Microsoft Introduces Groundbreaking Technology for Life Sciences

Editor’s note – April 28, 2009 –
The product name Amalga Life Sciences 2009 was updated post-production.

BOSTON — April 28, 2009 — At the Bio-IT World Conference & Expo, Microsoft Corp. introduced Amalga Life Sciences 2009, a new software system designed to transform healthcare and life science research data into the critical knowledge needed for the discovery of new personalized treatments. Microsoft Amalga Life Sciences 2009 helps organizations across the life sciences spectrum achieve the next level of research capability by connecting data and investigators in new ways through novel storage capabilities, ontology management functions and a semantic query environment powered by a next-generation reasoning engine.

“Our researchers face an overwhelming challenge to collect, analyze, interpret and share complex data from a wide range of diseases and experiments,” said Lee Hartwell, Ph.D., president and director, Fred Hutchinson Cancer Research Center, and 2001 Nobel Laureate. “We look forward to exploring the potential of Amalga Life Sciences to help us understand this data in a rich and efficient way and ultimately help us meet our vision of enabling personalized medicine.”

Amalga Life Sciences 2009 is designed to manage and analyze heterogeneous experimental and operational research data. The Amalga Life Sciences 2009 “hybrid store” manages both simple and complex data, including experimental protocol descriptions and higher-level knowledge representations, giving organizations the opportunity to manage and redesign processes to increase productivity, improve decision-making and reduce errors. In addition, Amalga Life Sciences 2009 interfaces with existing and future systems as an open and active software system. This unique system allows life science organizations to provide their investigators with a research environment that assists the scientific investigation and validation of clinical and biological systems.

“The current nature of multidisciplinary research and operating models has led to a research IT landscape that lacks seamless integration and extensibility of data, expresses clinical knowledge inconsistently, and operates on incomplete biological knowledge described by different research contexts,” said Jim Karkanias, senior director of applied research and technology, Microsoft Health Solutions Group. “At its core, Amalga Life Sciences 2009 is designed to overcome these issues and enable research organizations to implement new models of research and development for personalized medicine.”

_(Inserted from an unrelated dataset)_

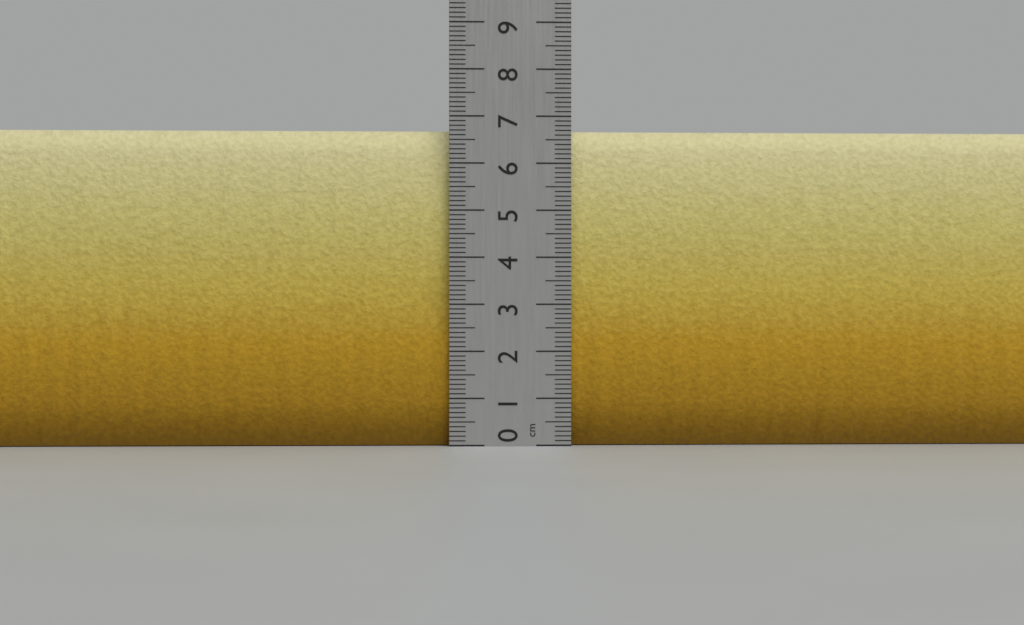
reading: 6.7 cm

The evolution of current research IT systems has generated a data-rich but knowledge-poor environment. Amalga Life Sciences 2009 transforms the disconnected data into a network of information so that its novel reasoning engine may assist investigators to identify direct and indirect relationships between biological and clinical concepts and therefore convey knowledge.

Amalga Life Sciences 2009 features a “Concept Browser” for the Unified Medical Language System (UMLS) ontology, which enables the user to input and connect multiple concepts via their ontological relationships. The user may choose to connect via all possible connections, to select the depth of connections or to display only the shortest path. The output is displayed to the user as a visual network of concepts and relationships. Once the data is accessible and manageable, subject matter experts can then apply models and theories to data, identify the best solutions to complex problems, and predict new relationships.

Part of the Microsoft Amalga family of enterprise systems, Amalga Life Sciences 2009 incorporates the innovative core technology components of Amalga Unified Intelligence System 2009, announced April 6. These core technology components include the ability to integrate data from many disparate systems throughout the organization. Amalga Life Sciences 2009 is on display April 27–29 at Bio-IT World in Boston.

About Microsoft in Health

Microsoft is committed to improving health around the world through software innovation. Over the past 12 years, Microsoft has steadily increased its investments in health, with a focus on addressing the challenges of health providers, health and social services organizations, payers, consumers, and life sciences companies worldwide. Microsoft closely collaborates with a broad ecosystem of partners and develops its own powerful health solutions, such as Amalga and HealthVault. Together, Microsoft and its industry partners are working to advance a vision of unifying health information and making it more readily available, ensuring the best quality of life and affordable care for everyone.

About Microsoft

Founded in 1975, Microsoft (Nasdaq “MSFT”) is the worldwide leader in software, services and solutions that help people and businesses realize their full potential.